_Collected data_:

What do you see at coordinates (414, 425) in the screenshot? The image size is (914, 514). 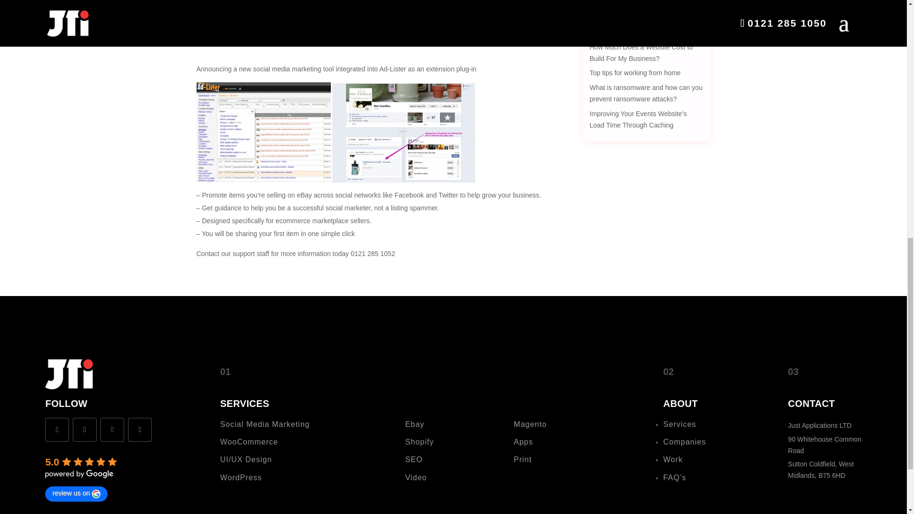 I see `Ebay` at bounding box center [414, 425].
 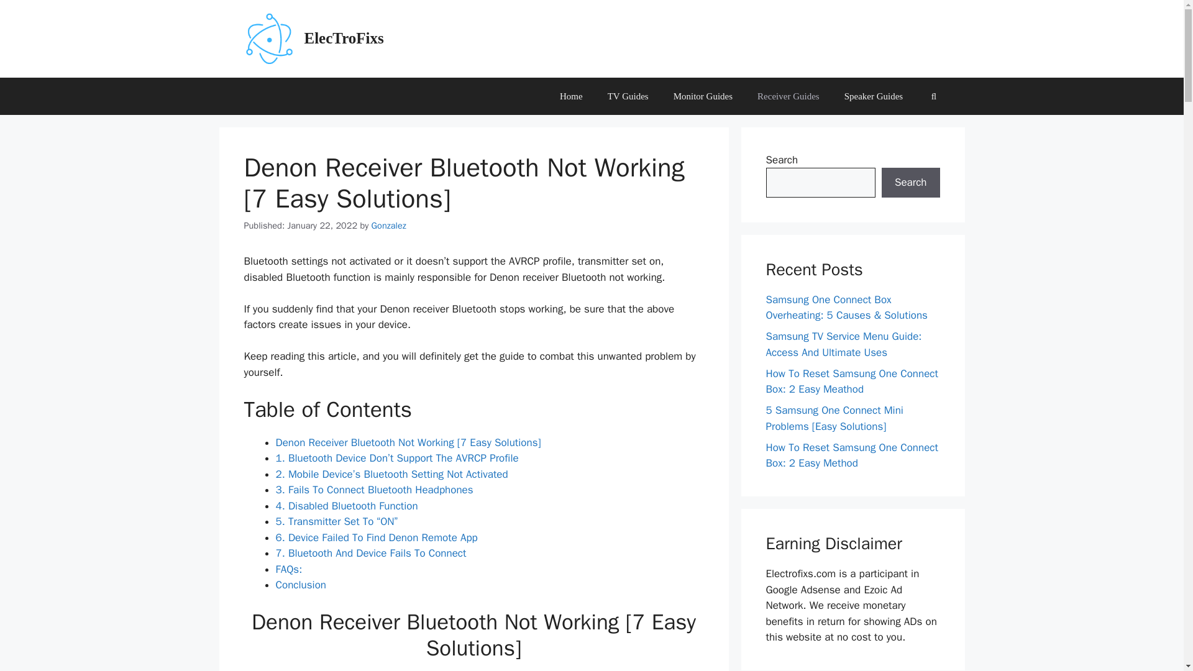 I want to click on 6. Device Failed To Find Denon Remote App, so click(x=376, y=537).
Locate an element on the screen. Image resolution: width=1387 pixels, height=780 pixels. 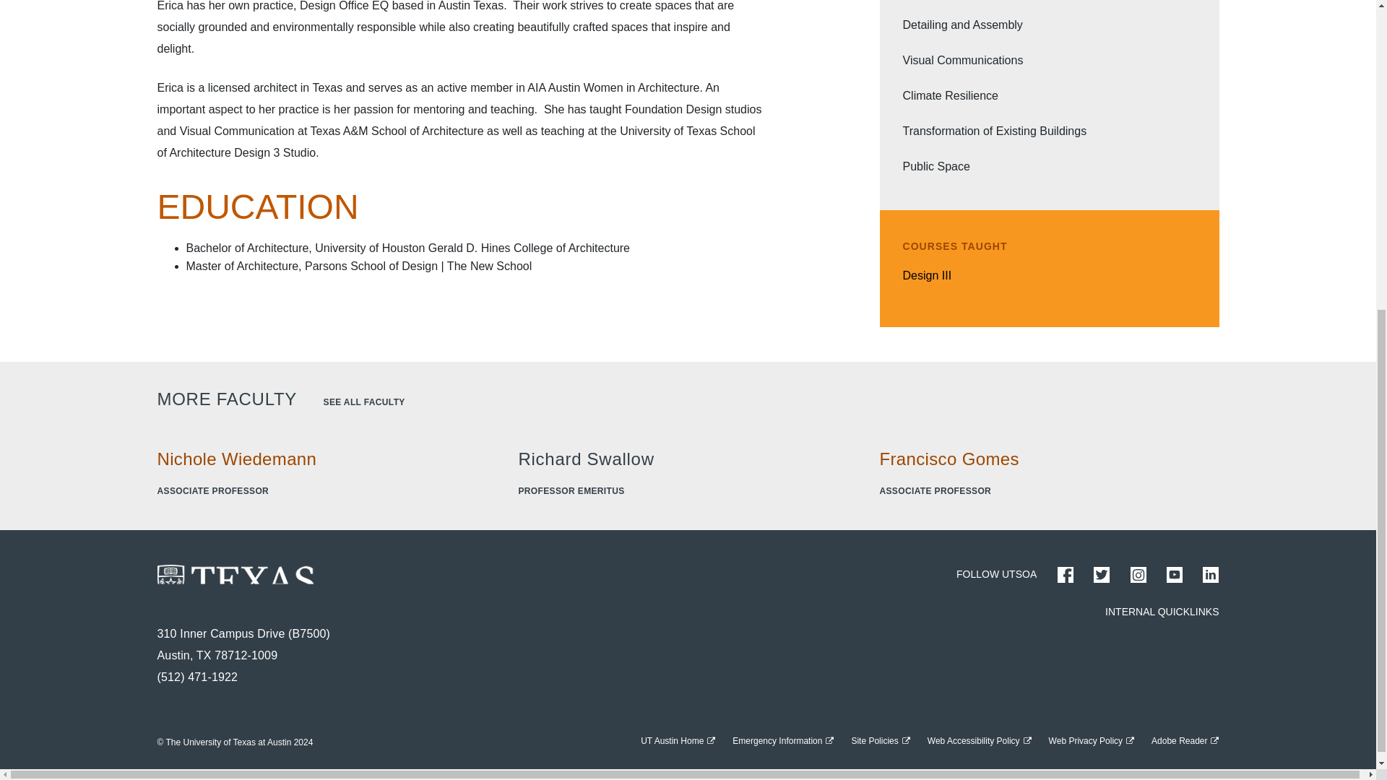
YoutubeSee us on Youtube is located at coordinates (1175, 575).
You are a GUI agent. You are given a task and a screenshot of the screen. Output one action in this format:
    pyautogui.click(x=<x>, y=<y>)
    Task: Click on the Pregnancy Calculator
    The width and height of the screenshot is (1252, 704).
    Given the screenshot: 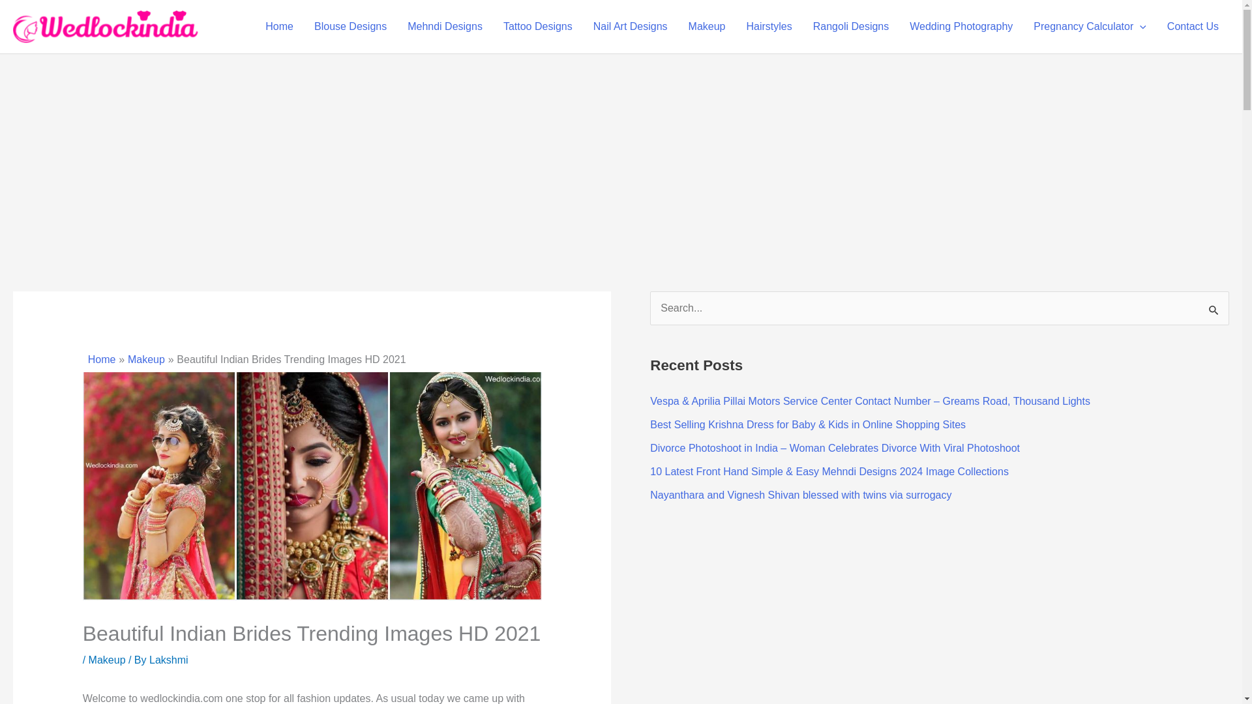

_ASSIGNMENT_: The line with "The width and" and each line after it, through the final line of the data, are to be duplicated exactly, with pictures left out and nothing more included.

_ANSWER TO THIS TASK_:
    The width and height of the screenshot is (1252, 704).
    Given the screenshot: 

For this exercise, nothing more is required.